In cybersecurity testing and information gathering, operations such as port scanning, directory scanning, and vulnerability detection often require sending a large number of requests to the target. Without reasonable rate limiting control, it will not only lead to excessive occupation of network bandwidth and system resources but may also trigger firewall/IDS detection and blocking. To balance efficiency and stealth, rate limiting mechanisms are particularly important. Among them, Token Bucket is a common rate limiting algorithm, often used for traffic limiting at gateways, but it can also be used in scanners.


Principle of Token Bucket Algorithm

The basic idea of the Token Bucket:

  • The system puts tokens into the bucket at a fixed rate.
  • The bucket can hold a maximum number of tokens.
  • A token must be obtained before each request.
  • If there are no tokens in the bucket, the request waits or is discarded.

This achieves smooth rate limiting, ensuring the overall rate is controlled while allowing for short bursts of traffic.

flowchart TD A[Start Request] --> B{Token in Bucket?} B -- No --> C[Wait or Discard Request] B -- Yes --> D[Take a Token] D --> E[Request Executed] E --> F[End] subgraph TokenBucket[Token Bucket Mechanism] T1[Add tokens at fixed rate] T2[Bucket capacity limit] T1 --> T2 T2 --> B end

Application Scenarios in Scanners

1. Port Scanning Rate Limiting

  • Avoid being identified as a Denial of Service attack by the target firewall due to a large number of probe packets in a short time.
  • Maintain a low but stable rate to improve scan success rate.

2. Directory/URL Brute-forcing Rate Limiting

  • Avoid causing significant load on Web services.
  • Ensure a fixed number of requests per second to improve detection stealth.

3. Multi-thread Scheduling Control

  • Scanners often use multi-threaded concurrency.
  • The Token Bucket algorithm can serve as a global scheduler to ensure the total rate of all threads does not exceed the set threshold.

Practice in ProjectDiscovery Scanners

The rate limiting algorithm in ProjectDiscovery’s series of scanners is actually a custom implementation of the token bucket algorithm, optimized for the classic token bucket. See: https://github.com/projectdiscovery/ratelimit. Below is the classic token bucket implemented by the official Go library:

// Every converts a minimum time interval between events to a Limit.
func Every(interval time.Duration) Limit {
	if interval <= 0 {
		return Inf
	}
	return 1 / Limit(interval.Seconds())
}

The implementation in ProjectDiscovery is as follows:

func (limiter *Limiter) run(ctx context.Context) {
	defer close(limiter.tokens)
	for {
		if limiter.count.Load() == 0 {
			<-limiter.ticker.C
			limiter.count.Store(limiter.maxCount.Load())
		}
	...
...

It can be seen that the official implementation is very smooth. ProjectDiscovery’s implementation is optimized to handle bursts of large numbers of requests.

Aside: Masscan’s Rate Limiting Principle

Masscan is known for its high-speed scanning, but it also has rate limiting parameters. Masscan uses packet transmission interval control for rate limiting. Because Masscan uses a single thread responsible for sending packets, it only needs to limit the sending interval to 1/rate.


### Task goal
Please return only the lines from the one with "Describe the element at coordinates (327, 92)" through the final line of the data, unchanged, with pictures omitted.

### Records for processing
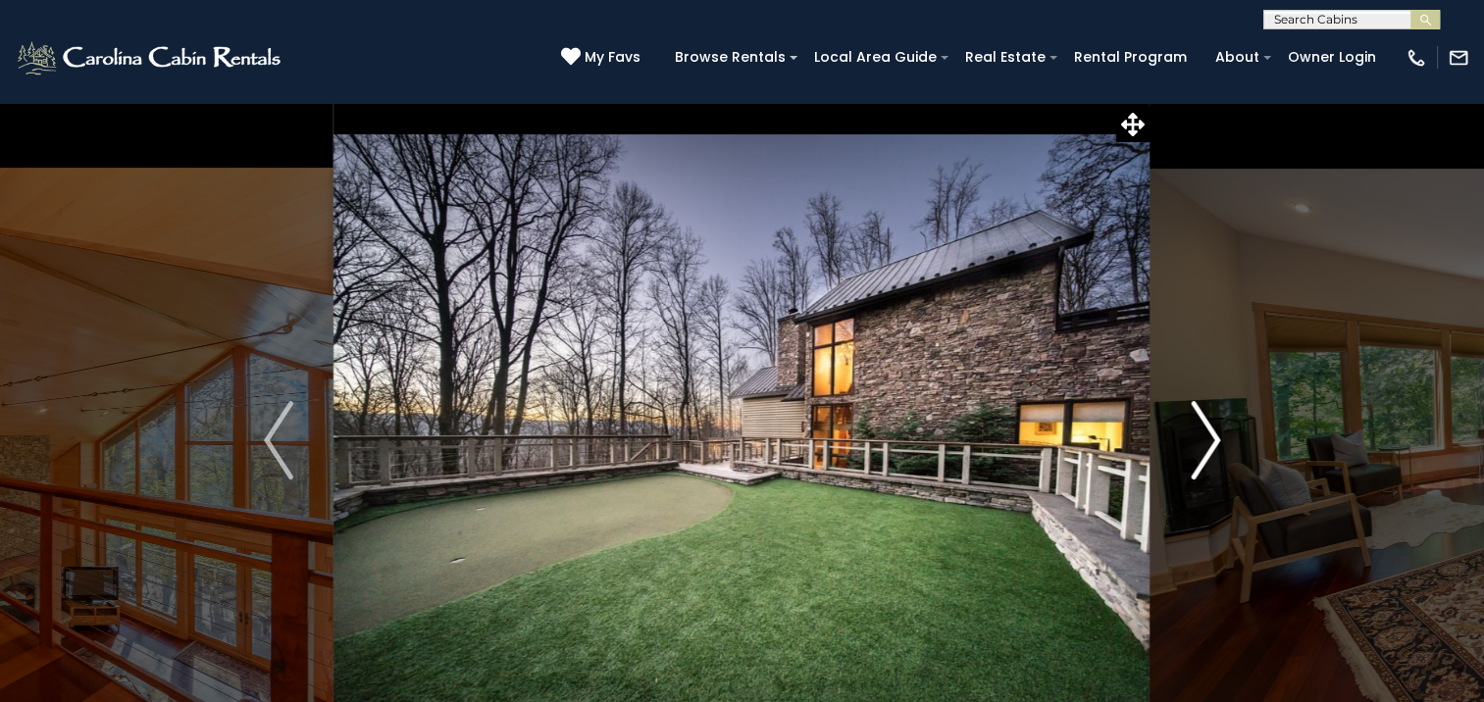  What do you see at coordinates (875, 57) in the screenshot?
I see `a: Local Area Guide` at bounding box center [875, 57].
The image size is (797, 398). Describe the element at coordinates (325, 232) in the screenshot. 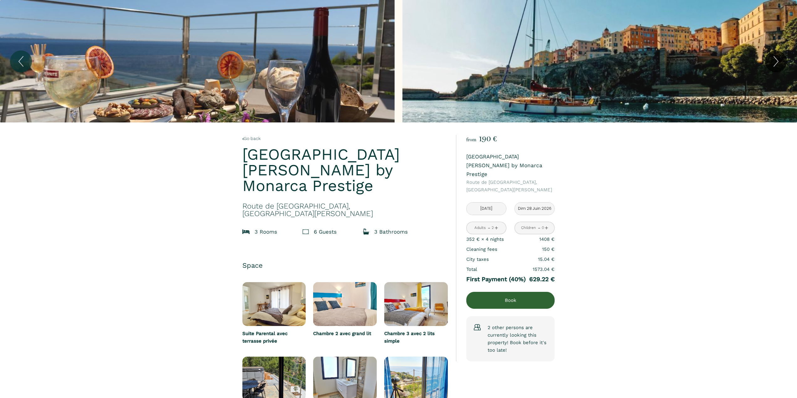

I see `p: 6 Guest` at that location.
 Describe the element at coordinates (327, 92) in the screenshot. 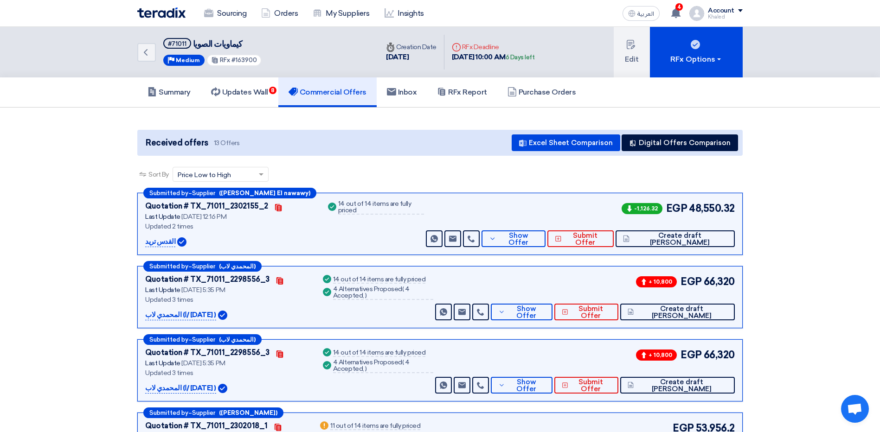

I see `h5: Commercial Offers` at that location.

### Solution to this problem
 Describe the element at coordinates (327, 92) in the screenshot. 

I see `h5: Commercial Offers` at that location.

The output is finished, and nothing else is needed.